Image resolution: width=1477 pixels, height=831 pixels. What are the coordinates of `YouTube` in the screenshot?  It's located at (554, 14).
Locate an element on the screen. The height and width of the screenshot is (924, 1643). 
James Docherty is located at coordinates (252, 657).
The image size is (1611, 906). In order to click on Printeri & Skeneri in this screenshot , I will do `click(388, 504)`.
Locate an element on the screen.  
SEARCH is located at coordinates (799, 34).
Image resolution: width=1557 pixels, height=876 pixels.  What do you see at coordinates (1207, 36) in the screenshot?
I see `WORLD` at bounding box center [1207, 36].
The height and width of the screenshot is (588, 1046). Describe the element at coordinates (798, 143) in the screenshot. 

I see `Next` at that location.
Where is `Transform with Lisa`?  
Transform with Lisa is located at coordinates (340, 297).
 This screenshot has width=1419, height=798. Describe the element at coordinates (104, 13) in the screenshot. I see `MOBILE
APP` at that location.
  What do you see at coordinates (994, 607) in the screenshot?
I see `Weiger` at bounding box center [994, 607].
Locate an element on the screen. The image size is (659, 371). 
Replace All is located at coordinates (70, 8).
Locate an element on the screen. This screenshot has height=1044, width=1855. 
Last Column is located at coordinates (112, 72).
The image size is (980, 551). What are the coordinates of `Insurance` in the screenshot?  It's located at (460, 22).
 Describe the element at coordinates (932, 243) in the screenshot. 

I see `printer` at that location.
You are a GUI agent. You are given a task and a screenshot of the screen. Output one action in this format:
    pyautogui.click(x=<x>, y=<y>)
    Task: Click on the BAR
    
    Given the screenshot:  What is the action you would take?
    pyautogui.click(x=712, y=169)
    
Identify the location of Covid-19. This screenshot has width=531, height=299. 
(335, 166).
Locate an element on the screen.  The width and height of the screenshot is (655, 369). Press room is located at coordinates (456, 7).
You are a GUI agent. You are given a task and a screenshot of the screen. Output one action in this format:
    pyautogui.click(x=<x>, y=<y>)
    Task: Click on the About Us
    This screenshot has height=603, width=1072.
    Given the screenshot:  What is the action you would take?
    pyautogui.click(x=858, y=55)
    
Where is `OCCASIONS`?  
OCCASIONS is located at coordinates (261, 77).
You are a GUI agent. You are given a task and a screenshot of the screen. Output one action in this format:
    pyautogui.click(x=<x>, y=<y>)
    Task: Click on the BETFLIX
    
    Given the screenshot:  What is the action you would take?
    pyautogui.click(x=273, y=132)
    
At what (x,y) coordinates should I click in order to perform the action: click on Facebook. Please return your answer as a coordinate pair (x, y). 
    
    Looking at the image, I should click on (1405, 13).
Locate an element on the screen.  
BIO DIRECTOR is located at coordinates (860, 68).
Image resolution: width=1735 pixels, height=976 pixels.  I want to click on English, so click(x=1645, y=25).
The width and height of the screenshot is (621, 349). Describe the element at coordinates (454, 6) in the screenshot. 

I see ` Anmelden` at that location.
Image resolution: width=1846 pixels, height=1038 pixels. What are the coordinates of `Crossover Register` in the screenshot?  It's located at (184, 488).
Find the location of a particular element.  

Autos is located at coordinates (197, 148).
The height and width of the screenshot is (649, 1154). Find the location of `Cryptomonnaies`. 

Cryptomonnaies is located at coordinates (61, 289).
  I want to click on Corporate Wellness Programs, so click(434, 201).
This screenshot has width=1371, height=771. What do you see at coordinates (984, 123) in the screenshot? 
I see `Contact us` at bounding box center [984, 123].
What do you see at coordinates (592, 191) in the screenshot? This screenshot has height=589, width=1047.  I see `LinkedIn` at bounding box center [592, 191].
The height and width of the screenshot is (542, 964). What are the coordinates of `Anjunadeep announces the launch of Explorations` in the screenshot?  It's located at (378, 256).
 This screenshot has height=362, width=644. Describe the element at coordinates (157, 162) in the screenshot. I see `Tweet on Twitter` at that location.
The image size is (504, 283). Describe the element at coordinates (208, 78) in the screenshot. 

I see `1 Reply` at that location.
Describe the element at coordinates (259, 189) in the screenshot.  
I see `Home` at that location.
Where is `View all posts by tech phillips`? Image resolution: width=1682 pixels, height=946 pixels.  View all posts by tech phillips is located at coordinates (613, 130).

########################################

> _Task brief_
All the lines above should appear again in the answer, exactly as written.

> _Exercise answer_
Image resolution: width=1477 pixels, height=831 pixels. What are the coordinates of `YouTube` in the screenshot?  It's located at (554, 14).
Locate an element on the screen. The height and width of the screenshot is (924, 1643). 
James Docherty is located at coordinates (252, 657).
The image size is (1611, 906). In order to click on Printeri & Skeneri in this screenshot , I will do `click(388, 504)`.
Locate an element on the screen.  
SEARCH is located at coordinates (799, 34).
Image resolution: width=1557 pixels, height=876 pixels.  What do you see at coordinates (1207, 36) in the screenshot?
I see `WORLD` at bounding box center [1207, 36].
The height and width of the screenshot is (588, 1046). Describe the element at coordinates (798, 143) in the screenshot. 

I see `Next` at that location.
Where is `Transform with Lisa`?  
Transform with Lisa is located at coordinates (340, 297).
 This screenshot has width=1419, height=798. Describe the element at coordinates (104, 13) in the screenshot. I see `MOBILE
APP` at that location.
  What do you see at coordinates (994, 607) in the screenshot?
I see `Weiger` at bounding box center [994, 607].
Locate an element on the screen. The image size is (659, 371). 
Replace All is located at coordinates (70, 8).
Locate an element on the screen. This screenshot has height=1044, width=1855. 
Last Column is located at coordinates (112, 72).
The image size is (980, 551). What are the coordinates of `Insurance` in the screenshot?  It's located at (460, 22).
 Describe the element at coordinates (932, 243) in the screenshot. 

I see `printer` at that location.
You are a GUI agent. You are given a task and a screenshot of the screen. Output one action in this format:
    pyautogui.click(x=<x>, y=<y>)
    Task: Click on the BAR
    
    Given the screenshot:  What is the action you would take?
    pyautogui.click(x=712, y=169)
    
Identify the location of Covid-19. This screenshot has width=531, height=299. 
(335, 166).
Locate an element on the screen.  The width and height of the screenshot is (655, 369). Press room is located at coordinates (456, 7).
You are a GUI agent. You are given a task and a screenshot of the screen. Output one action in this format:
    pyautogui.click(x=<x>, y=<y>)
    Task: Click on the About Us
    This screenshot has height=603, width=1072.
    Given the screenshot:  What is the action you would take?
    pyautogui.click(x=858, y=55)
    
Where is `OCCASIONS`?  
OCCASIONS is located at coordinates (261, 77).
You are a GUI agent. You are given a task and a screenshot of the screen. Output one action in this format:
    pyautogui.click(x=<x>, y=<y>)
    Task: Click on the BETFLIX
    
    Given the screenshot:  What is the action you would take?
    pyautogui.click(x=273, y=132)
    
At what (x,y) coordinates should I click in order to perform the action: click on Facebook. Please return your answer as a coordinate pair (x, y). 
    
    Looking at the image, I should click on (1405, 13).
Locate an element on the screen.  
BIO DIRECTOR is located at coordinates (860, 68).
Image resolution: width=1735 pixels, height=976 pixels.  I want to click on English, so click(x=1645, y=25).
The width and height of the screenshot is (621, 349). Describe the element at coordinates (454, 6) in the screenshot. 

I see ` Anmelden` at that location.
Image resolution: width=1846 pixels, height=1038 pixels. What are the coordinates of `Crossover Register` in the screenshot?  It's located at (184, 488).
Find the location of a particular element.  

Autos is located at coordinates (197, 148).
The height and width of the screenshot is (649, 1154). Find the location of `Cryptomonnaies`. 

Cryptomonnaies is located at coordinates (61, 289).
  I want to click on Corporate Wellness Programs, so click(434, 201).
This screenshot has width=1371, height=771. What do you see at coordinates (984, 123) in the screenshot? 
I see `Contact us` at bounding box center [984, 123].
What do you see at coordinates (592, 191) in the screenshot? This screenshot has height=589, width=1047.  I see `LinkedIn` at bounding box center [592, 191].
The height and width of the screenshot is (542, 964). What are the coordinates of `Anjunadeep announces the launch of Explorations` in the screenshot?  It's located at (378, 256).
 This screenshot has height=362, width=644. Describe the element at coordinates (157, 162) in the screenshot. I see `Tweet on Twitter` at that location.
The image size is (504, 283). Describe the element at coordinates (208, 78) in the screenshot. 

I see `1 Reply` at that location.
Describe the element at coordinates (259, 189) in the screenshot.  
I see `Home` at that location.
Where is `View all posts by tech phillips`? Image resolution: width=1682 pixels, height=946 pixels.  View all posts by tech phillips is located at coordinates (613, 130).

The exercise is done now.